Search This Blog

Tuesday, October 5, 2010

Writer's Block at Work

You stare at the screen and the words don't come.

You have been there before--in that uncomfortable place where you are supposed to write something and no words come out.

The phone rings.  You eagerly pick it up.  "How are you?"  the caller asks.

You moan:  "I've got writer's block!"  Your body hunches over the receiver that you cup with one hand, and you moan some more about how hard it is to write.

The caller doesn't say much after that.  It's as if the phrase that means "I have no words" makes other people clam up.  You don't have any words, and people who come into contact with you lose theirs in your company.

Writer's block is not contagious, and it's not as mysterious as the history of its use implies.

Automatically the phrase traditionally refers to writers (and other artistic types) who have been producing words and works that tell something true to people who want or need to know it.  When they stop writing, it's called writer's block.  The reason that's so scary is that their lives are usually built around their art, and when they dry up--having nothing to say--it's not just the works that fade away, they are concerned about the very meaning of their existence. 

At work, the purpose of putting words on paper or the screen is different, and any claim to writer's block has a different association.  It certainly doesn't have the consequences of an implied identity crisis.  It just means you have a problem you need to solve.  That is actually true of most jobs at work, and writing is just one more job.  Perhaps it is your least favorite job.

Some people are just more verbal than others, but everyone who is human must use words to communicate in the workplace.   Falling back on the excuse of writer's block in the workplace is a habit you need to break, because claiming that as the cause of not being able to put words on the screen will not help you to put words on the screen.

Here's what will:

Make sure you know the answer to the question posed of you, because most work documents have a question that is being answered by the writer.  That answer is the purpose of the document being created.

Know the purpose.  Know the question.  Make sure you know the answers.

Eighty percent of the time people in the workplace who claim to have writer's block have this condition instead.  They can't write because they don't know what to write.

Stopping to think through the purpose and find the answer will break that immobility you are calling writer's block.

And don't call it that at work, anyway.

You are supposed to have the answers at work, and using the excuse "I've got writer's block!" gets interpreted by people who have nothing to say to you afterwards as this:  'You don't know what to write, and that's why you aren't writing.'

That may not be the only reason other people go quiet on you, but it's probably one of them.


§ ASSIGNMENT
Below are records. Copy every line with "secondary" in it.
※
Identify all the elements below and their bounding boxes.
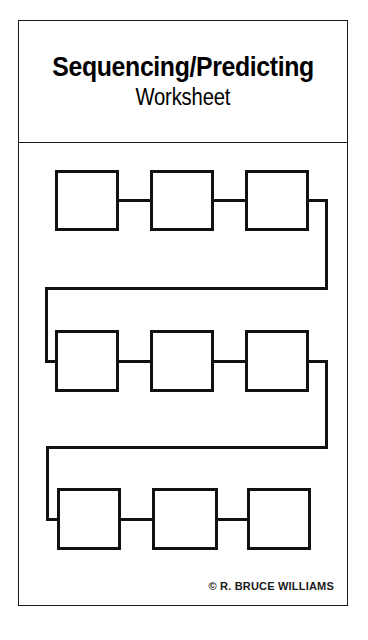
flow-box-step-3[interactable] [245, 170, 309, 231]
worksheet-page: Sequencing/Predicting Worksheet [0, 0, 368, 640]
connector-step1-step2 [117, 199, 152, 202]
copyright-credit: © R. BRUCE WILLIAMS [208, 580, 334, 592]
flow-box-step-7[interactable] [57, 488, 121, 550]
connector-row1-row2-down-right [325, 199, 328, 290]
flow-box-step-9[interactable] [247, 488, 311, 550]
flow-box-step-2[interactable] [150, 170, 214, 231]
sequencing-flow-diagram: © R. BRUCE WILLIAMS [18, 143, 348, 606]
flow-box-step-5[interactable] [150, 330, 214, 392]
flow-box-step-1[interactable] [55, 170, 119, 231]
connector-row2-row3-across [46, 446, 328, 449]
connector-row1-row2-down-left [45, 287, 48, 363]
connector-step4-step5 [117, 360, 152, 363]
page-subtitle: Worksheet [136, 85, 231, 109]
connector-step7-step8 [119, 518, 154, 521]
connector-step2-step3 [212, 199, 247, 202]
connector-row2-row3-down-left [46, 446, 49, 521]
worksheet-header: Sequencing/Predicting Worksheet [18, 20, 348, 143]
connector-row2-row3-down-right [325, 360, 328, 449]
flow-box-step-6[interactable] [245, 330, 309, 392]
flow-box-step-8[interactable] [152, 488, 218, 550]
connector-row1-row2-across [45, 287, 328, 290]
page-title: Sequencing/Predicting [52, 53, 313, 81]
flow-box-step-4[interactable] [55, 330, 119, 392]
connector-step8-step9 [216, 518, 249, 521]
connector-step5-step6 [212, 360, 247, 363]
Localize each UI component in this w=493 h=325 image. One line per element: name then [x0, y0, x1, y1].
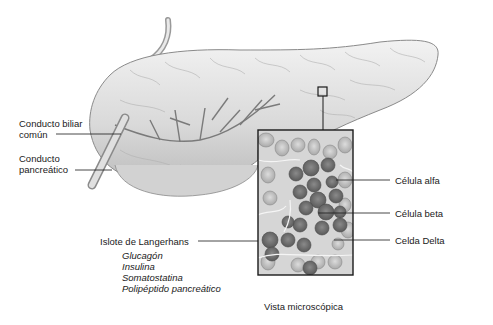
hormone-list: Glucagón Insulina Somatostatina Polipépt… [122, 250, 221, 294]
label-pancreatic-duct-line1: Conducto [19, 153, 68, 164]
hormone-pancreatic-polypeptide: Polipéptido pancreático [122, 283, 221, 294]
hormone-insulin: Insulina [122, 261, 221, 272]
label-microscopic-view: Vista microscópica [264, 301, 343, 312]
hormone-somatostatin: Somatostatina [122, 272, 221, 283]
pancreas-diagram [0, 0, 493, 325]
label-bile-duct-line2: común [19, 129, 82, 140]
label-alpha-cell: Célula alfa [395, 175, 440, 186]
label-beta-cell: Célula beta [395, 208, 443, 219]
label-delta-cell: Celda Delta [395, 235, 445, 246]
label-pancreatic-duct-line2: pancreático [19, 164, 68, 175]
label-bile-duct: Conducto biliar común [19, 118, 82, 140]
hormone-glucagon: Glucagón [122, 250, 221, 261]
label-islet: Islote de Langerhans [100, 236, 189, 247]
microscopic-inset [258, 130, 355, 275]
label-pancreatic-duct: Conducto pancreático [19, 153, 68, 175]
label-bile-duct-line1: Conducto biliar [19, 118, 82, 129]
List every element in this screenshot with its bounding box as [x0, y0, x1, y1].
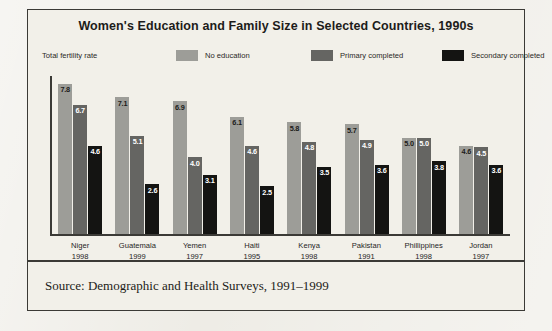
x-axis-label: Yemen1997	[166, 240, 223, 262]
chart-legend: Total fertility rate No education Primar…	[42, 48, 514, 62]
x-axis-country: Niger	[52, 240, 109, 251]
bar: 4.0	[188, 157, 202, 234]
bar-value-label: 3.5	[320, 169, 330, 176]
bar-value-label: 5.0	[419, 140, 429, 147]
bar: 6.1	[230, 117, 244, 235]
bar: 3.8	[432, 161, 446, 234]
x-axis-label: Jordan1997	[452, 240, 509, 262]
bar-value-label: 4.0	[190, 160, 200, 167]
source-note: Source: Demographic and Health Surveys, …	[45, 278, 329, 294]
bar: 4.6	[88, 146, 102, 235]
legend-label-no-education: No education	[205, 51, 250, 60]
bar-value-label: 6.9	[175, 104, 185, 111]
legend-item-no-education: No education	[176, 48, 250, 62]
bar: 7.1	[115, 97, 129, 234]
bar-value-label: 3.8	[434, 164, 444, 171]
bar-group: 7.86.74.6	[52, 76, 109, 234]
bar-value-label: 5.8	[290, 125, 300, 132]
bar-value-label: 7.8	[60, 86, 70, 93]
bar: 5.1	[130, 136, 144, 235]
bar: 5.0	[402, 138, 416, 235]
bar: 3.6	[375, 165, 389, 235]
legend-label-secondary-completed: Secondary completed	[471, 51, 544, 60]
plot-area: 7.86.74.67.15.12.66.94.03.16.14.62.55.84…	[50, 76, 510, 236]
bar-value-label: 2.6	[148, 187, 158, 194]
bar: 4.6	[245, 146, 259, 235]
page-background: Women's Education and Family Size in Sel…	[0, 0, 552, 331]
bar: 6.9	[173, 101, 187, 234]
bar-value-label: 7.1	[118, 100, 128, 107]
bar: 3.5	[317, 167, 331, 235]
x-axis-label: Haiti1995	[223, 240, 280, 262]
bar-value-label: 6.1	[232, 119, 242, 126]
legend-label-primary-completed: Primary completed	[340, 51, 403, 60]
x-axis-labels: Niger1998Guatemala1999Yemen1997Haiti1995…	[52, 240, 510, 262]
x-axis-line	[50, 234, 510, 236]
x-axis-country: Yemen	[166, 240, 223, 251]
bar: 3.6	[489, 165, 503, 235]
x-axis-country: Jordan	[452, 240, 509, 251]
bar-value-label: 3.6	[377, 167, 387, 174]
bar-value-label: 4.6	[90, 148, 100, 155]
bar: 5.7	[345, 124, 359, 234]
bar: 2.6	[145, 184, 159, 234]
bar-value-label: 5.1	[133, 138, 143, 145]
bar: 4.9	[360, 140, 374, 235]
x-axis-label: Phillippines1998	[395, 240, 452, 262]
x-axis-country: Kenya	[281, 240, 338, 251]
bar-group: 4.64.53.6	[453, 76, 510, 234]
bar-groups: 7.86.74.67.15.12.66.94.03.16.14.62.55.84…	[52, 76, 511, 234]
bar: 4.6	[459, 146, 473, 235]
bar-group: 7.15.12.6	[109, 76, 166, 234]
x-axis-country: Pakistan	[338, 240, 395, 251]
source-divider	[28, 260, 524, 262]
bar-group: 5.84.83.5	[281, 76, 338, 234]
bar-group: 6.14.62.5	[223, 76, 280, 234]
bar-group: 5.74.93.6	[338, 76, 395, 234]
bar-value-label: 3.6	[492, 167, 502, 174]
legend-swatch-secondary-completed	[442, 50, 464, 61]
bar-value-label: 4.6	[462, 148, 472, 155]
chart-area: Women's Education and Family Size in Sel…	[28, 10, 524, 246]
bar: 5.0	[417, 138, 431, 235]
legend-swatch-no-education	[176, 50, 198, 61]
bar-value-label: 4.6	[247, 148, 257, 155]
x-axis-label: Kenya1998	[281, 240, 338, 262]
x-axis-country: Phillippines	[395, 240, 452, 251]
legend-swatch-primary-completed	[311, 50, 333, 61]
x-axis-country: Guatemala	[109, 240, 166, 251]
bar: 4.8	[302, 142, 316, 235]
legend-item-primary-completed: Primary completed	[311, 48, 403, 62]
chart-frame: Women's Education and Family Size in Sel…	[27, 9, 525, 311]
legend-caption: Total fertility rate	[42, 48, 97, 62]
legend-item-secondary-completed: Secondary completed	[442, 48, 544, 62]
bar-group: 6.94.03.1	[166, 76, 223, 234]
bar-value-label: 4.9	[362, 142, 372, 149]
x-axis-country: Haiti	[223, 240, 280, 251]
bar-value-label: 4.8	[305, 144, 315, 151]
bar: 5.8	[287, 122, 301, 234]
bar: 3.1	[203, 175, 217, 235]
bar: 6.7	[73, 105, 87, 234]
bar: 7.8	[58, 84, 72, 235]
bar-value-label: 5.0	[404, 140, 414, 147]
bar-value-label: 6.7	[75, 107, 85, 114]
bar-group: 5.05.03.8	[395, 76, 452, 234]
chart-title: Women's Education and Family Size in Sel…	[28, 19, 524, 33]
x-axis-label: Niger1998	[52, 240, 109, 262]
legend-caption-label: Total fertility rate	[42, 51, 97, 60]
x-axis-label: Guatemala1999	[109, 240, 166, 262]
bar: 4.5	[474, 147, 488, 234]
bar-value-label: 5.7	[347, 127, 357, 134]
bar-value-label: 3.1	[205, 177, 215, 184]
bar: 2.5	[260, 186, 274, 234]
x-axis-label: Pakistan1991	[338, 240, 395, 262]
bar-value-label: 2.5	[262, 189, 272, 196]
bar-value-label: 4.5	[477, 150, 487, 157]
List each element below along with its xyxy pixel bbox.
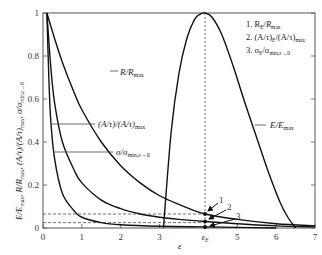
※
§ SOLUTION TO THE EXERCISE
legend-label-secondary-completed: Secondary completed	[471, 51, 544, 60]
legend-swatch-secondary-completed	[442, 50, 464, 61]
legend-item-secondary-completed: Secondary completed	[442, 48, 544, 62]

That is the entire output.